The hope for the Japanese lies with what he calls the "Nintendo kids" - the new generation that has no intention of bowing to the bureaucratic demands of the old. They know how the information world works and see no reason to honour authority. This, in Japan, is a revolutionary position.

Ohmae stands in opposition to both Francis Fukuyama and Samuel Huntington. He rejects Fukuyama's "end of history" argument because he believes the end of the Cold War resulted in millions of people being freed to enter history with their own economic demands. He rejects Huntington's "clash of civilisations" thesis because conflicts frequently occur within civilisations and because he sees economic regionalism as a far more powerful force than mere cultural difference.

Such arguments are evidence of the intellectual crudity of his position. He completely misses Fukuyama's point: those millions are not, in his terms, entering history, they are acquiescing in the liberal democratic ideal which marks the end of ideological history. And Ohmae's dismissal of Huntington demonstrates a failure of imagination that runs through his work: he refuses to accept the power of culture and identity, probably assuming that even they will be subverted by the flow of information.

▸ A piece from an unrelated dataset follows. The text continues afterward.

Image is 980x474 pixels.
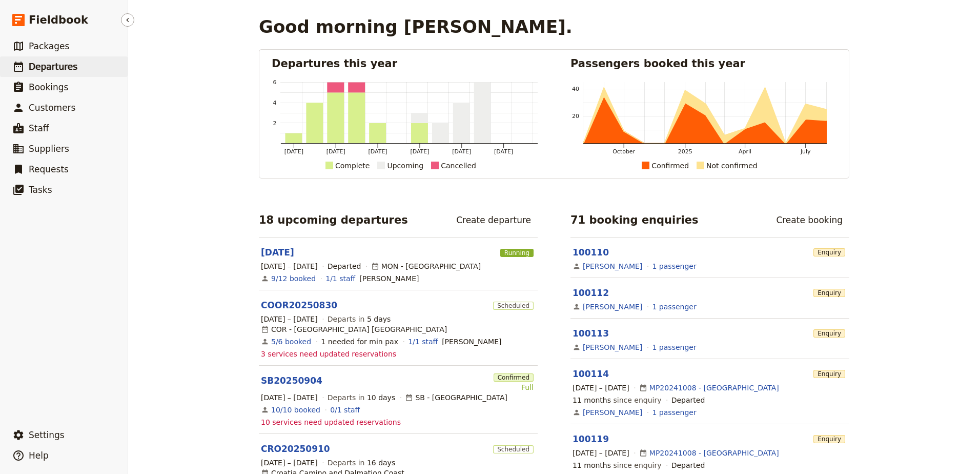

But this reflects Ohmae's roots in the culture of management consultancy rather than academia or strategic studies. Companies want strong, simple messages and workable solutions. Sensitive to his market, Ohmae oversimplifies in his enthusiasm to sell the global, electronic future. This, to the reflective mind, may make his ideas questionable and crude, but to the company man it makes them easily digestible. He has become, therefore, a spectacularly effective thinker.

What he says undoubtedly changes the minds of powerful people and, thereby, conditions us all, like it or not, to believe in the incomprehensible cliche that is the Information Age.

5: Kenichi Ohmae

'In a borderless world, traditional national interest - which has become little more than a cloak for subsidy and protection - has no meaningful place'

CAREER: Aged 52, Kenichi Ohmae was a physicist, receiving a PhD in nuclear engineering from Massachusetts Institute of Technology. He joined Hitachi as a senior design engineer on Japan's prototype fast breeder reactor before becoming a management consultant with McKinsey & Co. He now works on his own as a consultant to companies and countries. He has been voted the most influential person in Japan.

WORK: His two most influential books are The Borderless World (1990) and The End of the Nation State: the Rise of Regional Economies (1995). His ideas flow directly from his management consultancy work and are intended, therefore, to offer practical solutions.

LIFE: He lives in Tokyo with his wife, Jeannette, and two sons, who share his spare-time interests in music, sailing, motor cycles and scuba diving. He is chairman of Reform of Heisei, a citizens' political group aimed at reforming Japanese bureaucracy.

CRITICS: Rival consultants accuse him of simply being wrong, notably in his analysis of Japan - both his praise of its long-term thinking and his criticism of its bureaucracy. Academics find his ideas too crude to be useful; he seems to assume that the electronic age will overcome all cultural differences.